10 ACO Blunders You Can Avoid
In an interview with HealthLeaders he noted that the big hurdle for many hospitals and physicians is that ACOs will require each of them to move from their comfort zones into new relationships with new responsibilities. Success will require adaptation and change. ACOs will need to become to become "learning organizations that can comprehend and expand what works and move to correct things that do not."
Shortell identifies 10 common mistakes made by organizations considering the formation of an ACO. He said he developed the list after speaking with stakeholders across the country.
ACCESS. INSIGHT. ANALYSIS.
Join the HealthLeaders Media Council
Get members-only access to industry-wide intelligence, forecasts, and analysis positions your organization to benchmark against your peers, identify and respond to key trends shaping healthcare, and make sound business decisions.
JOIN TODAY
The blunders fall into two large categories--health systems overestimate their organizational capabilities and they underestimate the effort it takes to engage stakeholders.
On the organizational side, he said there's a tendency to underestimate risk and overestimate the capabilities of electronic health records. Looking at stakeholders, he said health systems underestimate the effort it will take to balance their needs with those of physicians and specialists, as well as the effort it will take to engage patients in care coordination.
'Shortell says the list below applies both to ACOs planned with CMS and those planned with private payers, which are also known as "commercial ACOs".
1. Overestimating the ability to manage risk.
Shortell said this is especially true when rewards are at stake. The problem is that physicians and hospitals manage different types of risk. Physicians manage risk in ambulatory care settings while hospitals manage risk on inpatient care settings. The Medicare shared savings program requires the ACO to manage risk across the care continuum. That means hospitals and physicians must each give up some control and merge their risk-taking capabilities. That's not a step that comes naturally.
- Primary Care Docs Average More Hospital Revenue Than Specialists
- 69% of Employers Plan to Offer Healthcare Coverage After 2014
- How Chargemaster Data May Affect Hospital Revenue
- House Lawmakers Grill CMS Over Health Exchange Navigators
- Insurer's App Aims to Lower Healthcare Costs, Securely
- ED Physicians Key to Half of Hospital Admissions
- Building a Better Healthcare Board
- Don't Let Nurses Sink Your Bottom Line
- Q&A: Catholic Health Initiatives' New Senior VP for Capital Finance
- Hospital Pricing Irks Nurses; More Jobs, Less Pay

Comments are moderated. Please be patient.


**Task item**
Only the text of the records below belongs in the answer, copied exactly, with pictures omitted.

*** Begin section ***

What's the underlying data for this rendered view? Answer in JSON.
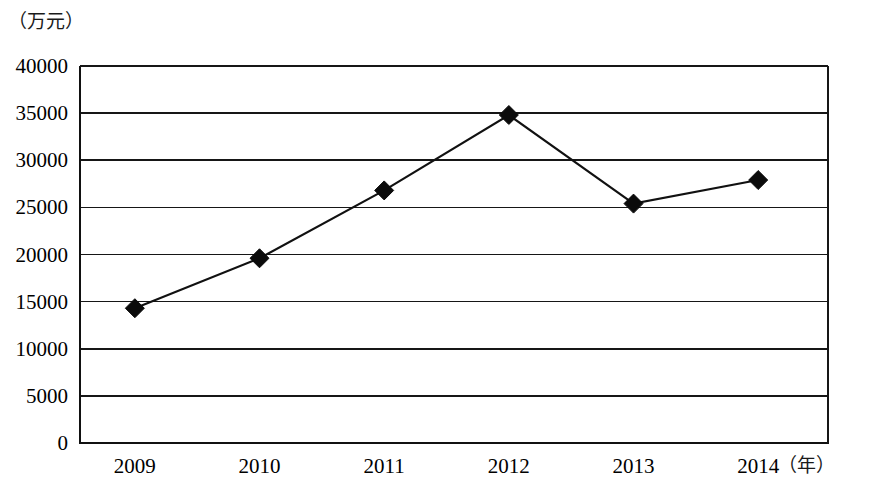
{
  "chart_data": {
    "type": "line",
    "title": "",
    "subtitle": "",
    "xlabel": "（年）",
    "ylabel": "（万元）",
    "categories": [
      "2009",
      "2010",
      "2011",
      "2012",
      "2013",
      "2014"
    ],
    "values": [
      14300,
      19600,
      26800,
      34800,
      25400,
      27900
    ],
    "series": [
      {
        "name": "",
        "values": [
          14300,
          19600,
          26800,
          34800,
          25400,
          27900
        ]
      }
    ],
    "ylim": [
      0,
      40000
    ],
    "ytick_labels": [
      "0",
      "5000",
      "10000",
      "15000",
      "20000",
      "25000",
      "30000",
      "35000",
      "40000"
    ],
    "ytick_values": [
      0,
      5000,
      10000,
      15000,
      20000,
      25000,
      30000,
      35000,
      40000
    ],
    "xtick_labels": [
      "2009",
      "2010",
      "2011",
      "2012",
      "2013",
      "2014"
    ],
    "grid": "horizontal",
    "legend": "none",
    "legend_position": "",
    "marker": "diamond",
    "line_color": "#111111",
    "marker_color": "#0b0b0b",
    "grid_color": "#161616",
    "background_color": "#ffffff",
    "annotations": []
  },
  "figure": {
    "y_unit_label": "（万元）",
    "x_unit_label": "（年）"
  }
}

*** End section ***

**Your response**
What's the underlying data for this rendered view? Answer in JSON.
{
  "chart_data": {
    "type": "line",
    "title": "",
    "subtitle": "",
    "xlabel": "（年）",
    "ylabel": "（万元）",
    "categories": [
      "2009",
      "2010",
      "2011",
      "2012",
      "2013",
      "2014"
    ],
    "values": [
      14300,
      19600,
      26800,
      34800,
      25400,
      27900
    ],
    "series": [
      {
        "name": "",
        "values": [
          14300,
          19600,
          26800,
          34800,
          25400,
          27900
        ]
      }
    ],
    "ylim": [
      0,
      40000
    ],
    "ytick_labels": [
      "0",
      "5000",
      "10000",
      "15000",
      "20000",
      "25000",
      "30000",
      "35000",
      "40000"
    ],
    "ytick_values": [
      0,
      5000,
      10000,
      15000,
      20000,
      25000,
      30000,
      35000,
      40000
    ],
    "xtick_labels": [
      "2009",
      "2010",
      "2011",
      "2012",
      "2013",
      "2014"
    ],
    "grid": "horizontal",
    "legend": "none",
    "legend_position": "",
    "marker": "diamond",
    "line_color": "#111111",
    "marker_color": "#0b0b0b",
    "grid_color": "#161616",
    "background_color": "#ffffff",
    "annotations": []
  },
  "figure": {
    "y_unit_label": "（万元）",
    "x_unit_label": "（年）"
  }
}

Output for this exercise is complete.